--- START ---

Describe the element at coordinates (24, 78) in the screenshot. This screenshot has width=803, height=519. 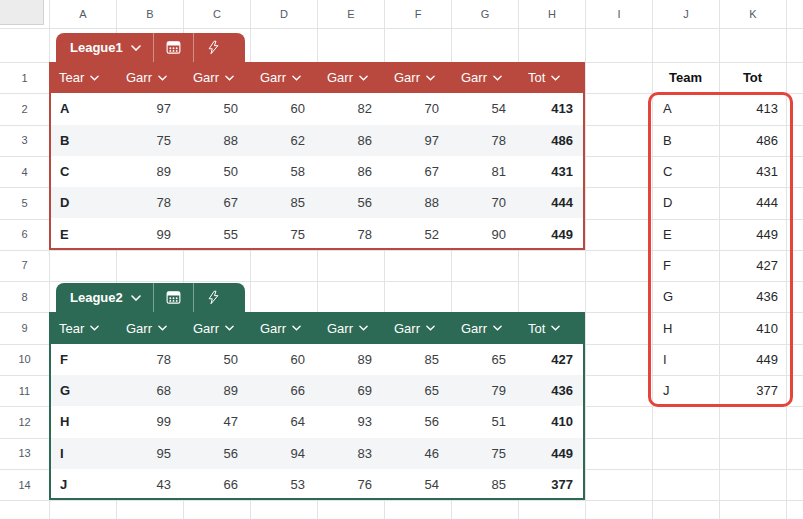
I see `row-number: 1` at that location.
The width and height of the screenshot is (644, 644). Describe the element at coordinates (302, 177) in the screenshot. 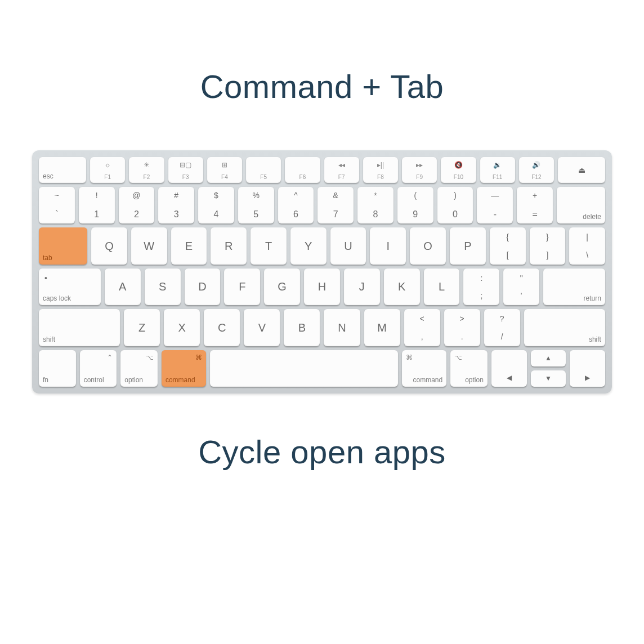

I see `key-label: F6` at that location.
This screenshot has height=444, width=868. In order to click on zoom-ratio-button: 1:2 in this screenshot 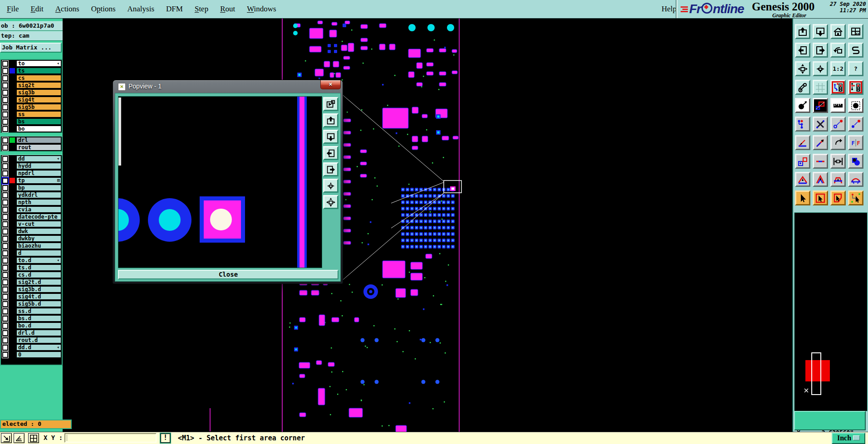, I will do `click(838, 69)`.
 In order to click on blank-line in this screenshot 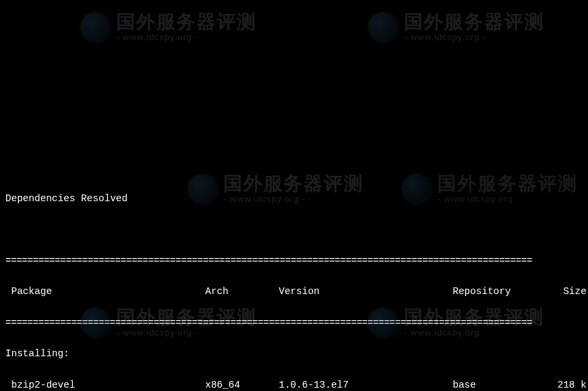, I will do `click(294, 230)`.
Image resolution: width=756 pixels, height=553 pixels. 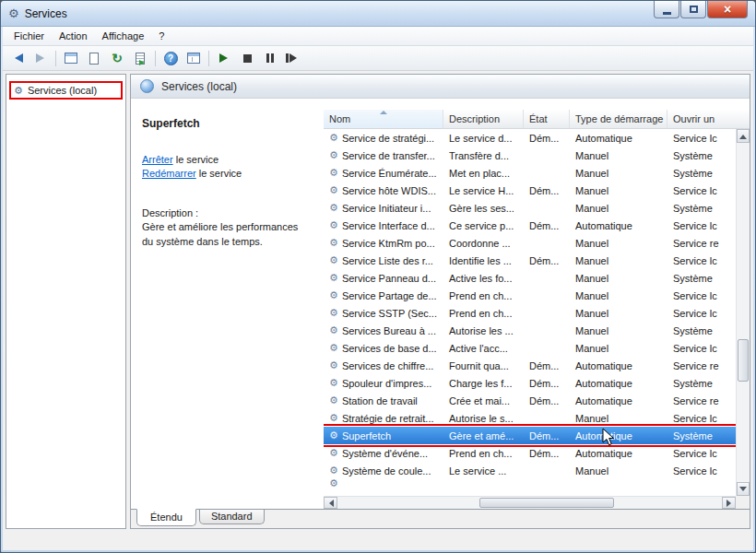 I want to click on toolbar-separator, so click(x=55, y=59).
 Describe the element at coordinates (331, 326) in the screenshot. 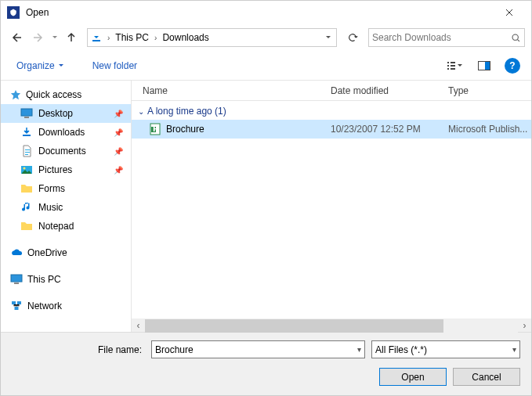

I see `scroll-track` at that location.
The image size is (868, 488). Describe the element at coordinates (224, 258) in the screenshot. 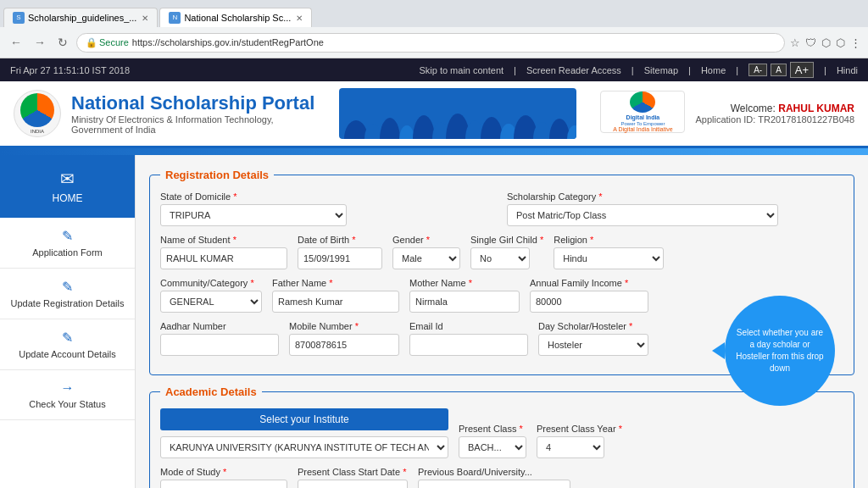

I see `student-name-input` at that location.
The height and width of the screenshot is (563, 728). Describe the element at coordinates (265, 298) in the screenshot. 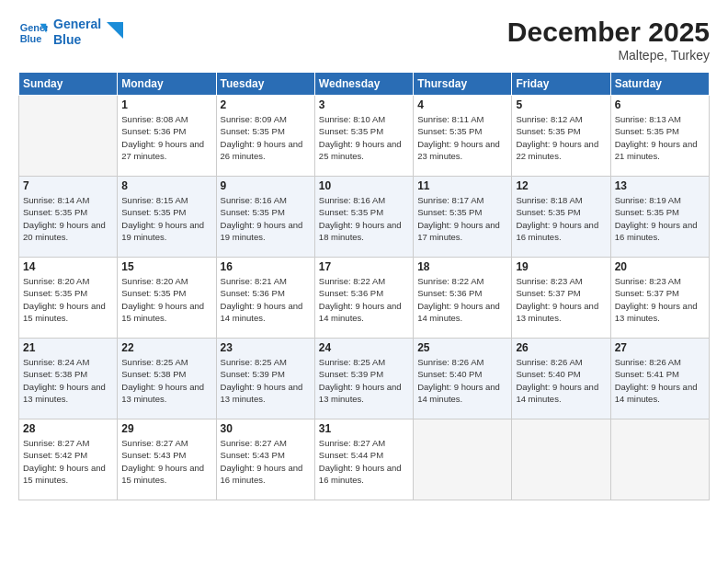

I see `table-row: 16Sunrise: 8:21 AMSunset: 5:36 PMDayligh…` at that location.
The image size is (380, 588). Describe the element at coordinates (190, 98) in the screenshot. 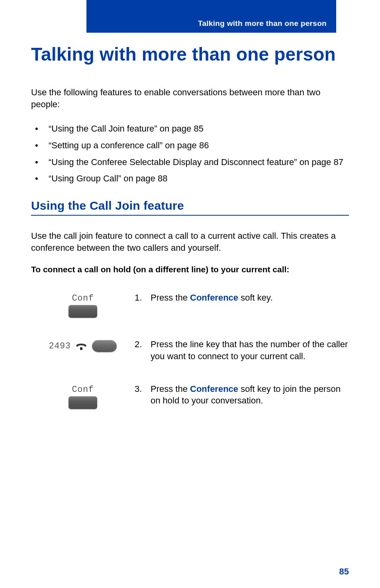

I see `intro-paragraph: Use the following features to enable con…` at that location.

--- END ---

§ Directions for this task: What you give back should be exactly the lines from the line holding "Describe the element at coordinates (331, 326)" through the final line of the material, both ends included, and please leave out the pictures.

§ Answer box:
 Describe the element at coordinates (331, 326) in the screenshot. 

I see `scroll-track` at that location.
The image size is (868, 488). Describe the element at coordinates (224, 258) in the screenshot. 

I see `student-name-input` at that location.
The height and width of the screenshot is (563, 728). Describe the element at coordinates (265, 298) in the screenshot. 

I see `table-row: 16Sunrise: 8:21 AMSunset: 5:36 PMDayligh…` at that location.
The image size is (380, 588). Describe the element at coordinates (190, 98) in the screenshot. 

I see `intro-paragraph: Use the following features to enable con…` at that location.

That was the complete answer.